The Inner Court of the Central Prison, Ile Nou. The Cachots Noirs are to the right. The Condemned Cells are in the Upper Gallery above the Archway.

On the ground floor we went through several cells into which light as well as air was admitted, and here I found convicts who had been sentenced to various terms of hard labour with solitary confinement. This, with reduction of diet, is the first degree of punishment inflicted on an idle or disorderly prisoner. It was about equal to the ordinary hard labour of English prisons.

Then, after a look into the two little exercise-yards, we mounted to the second storey. Here I noticed that the cells had no windows and no gratings in the doors. Some of them had little cards affixed to them.

I went and read a couple of these; they contained the names of the prisoners, their first sentence, their subsequent offences, and their present sentences.

In these two cases it was “ten years’ solitary confinement in the dark.” Then I knew that I was standing in front of the terrible Cachot Noir, or Black Cell—that engine of mental murder which the sentimentalism of French deputies, some of them amnestied communards, has substituted for the infinitely more merciful lash.

I asked for the doors to be opened. My polite Commandant demurred for a moment. It was not réglementaire. The Cachots Noirs were never opened except at stated intervals,—once every thirty days, for an hour’s exercise and medical inspection,—but the wording of my credentials was explicit, and so the doors were opened.

Out of the corner of one came something in human shape, crouching forward, rubbing its eyes and blinking at the unaccustomed light. It had been three and a half years in that horrible hole, about three yards long, by one and a half broad. I gave him a feast of sunshine and outer air by taking his place for a few minutes.

After the first two or three the minutes lengthened out into hours. I had absolutely no sense of sight. I was as blind as though I had been born without eyes. The blackness seemed to come down on me like some solid thing and drive my straining eyes back into my head. It was literally darkness that could be felt, for I felt it, and the silence was like the silence of upper space.

When the double doors opened again the rays of light seemed to strike my eyes like daggers. The criminal whose place I had taken had a record of infamy which no printable words could describe, and yet I confess that I pitied him as he went back into that living death of darkness and silence.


Instructions for the task>
Set down every record below exactly as it stands, leaving out the pictures.
START Data supplied
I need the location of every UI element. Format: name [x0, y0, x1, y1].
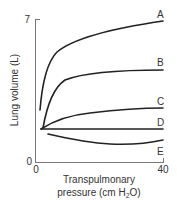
y-tick-0: 0 [26, 156, 32, 167]
y-axis-label: Lung volume (L) [9, 54, 20, 126]
x-axis-label-line1: Transpulmonary [63, 174, 135, 185]
x-tick-40: 40 [157, 164, 169, 175]
x-tick-0: 0 [33, 164, 39, 175]
series-labels: A B C D E [157, 9, 164, 157]
curves [40, 21, 163, 144]
curve-e [48, 134, 163, 144]
y-tick-7: 7 [24, 14, 30, 25]
series-label-a: A [157, 9, 164, 20]
curve-a [40, 21, 163, 110]
curve-c [41, 108, 163, 129]
lung-volume-chart: 7 0 0 40 Lung volume (L) Transpulmonary … [0, 0, 177, 200]
series-label-b: B [157, 57, 164, 68]
series-label-c: C [157, 96, 164, 107]
series-label-d: D [157, 117, 164, 128]
series-label-e: E [157, 146, 164, 157]
x-axis-label-line2: pressure (cm H2O) [57, 187, 140, 199]
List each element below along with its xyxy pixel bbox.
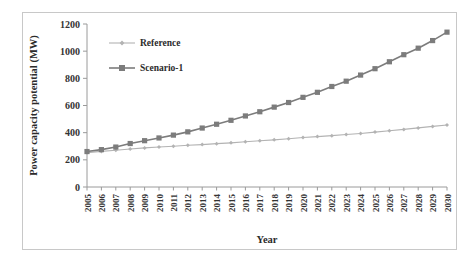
END Data supplied
Solution to the problem>
I need the location of every UI element. Format: name [x0, y0, x1, y1].
y-tick-0: 0 [26, 156, 32, 167]
y-axis-label: Lung volume (L) [9, 54, 20, 126]
x-axis-label-line1: Transpulmonary [63, 174, 135, 185]
x-tick-40: 40 [157, 164, 169, 175]
x-tick-0: 0 [33, 164, 39, 175]
series-labels: A B C D E [157, 9, 164, 157]
curves [40, 21, 163, 144]
curve-e [48, 134, 163, 144]
y-tick-7: 7 [24, 14, 30, 25]
series-label-a: A [157, 9, 164, 20]
curve-a [40, 21, 163, 110]
curve-c [41, 108, 163, 129]
lung-volume-chart: 7 0 0 40 Lung volume (L) Transpulmonary … [0, 0, 177, 200]
series-label-b: B [157, 57, 164, 68]
series-label-c: C [157, 96, 164, 107]
series-label-d: D [157, 117, 164, 128]
series-label-e: E [157, 146, 164, 157]
x-axis-label-line2: pressure (cm H2O) [57, 187, 140, 199]
List each element below along with its xyxy pixel bbox.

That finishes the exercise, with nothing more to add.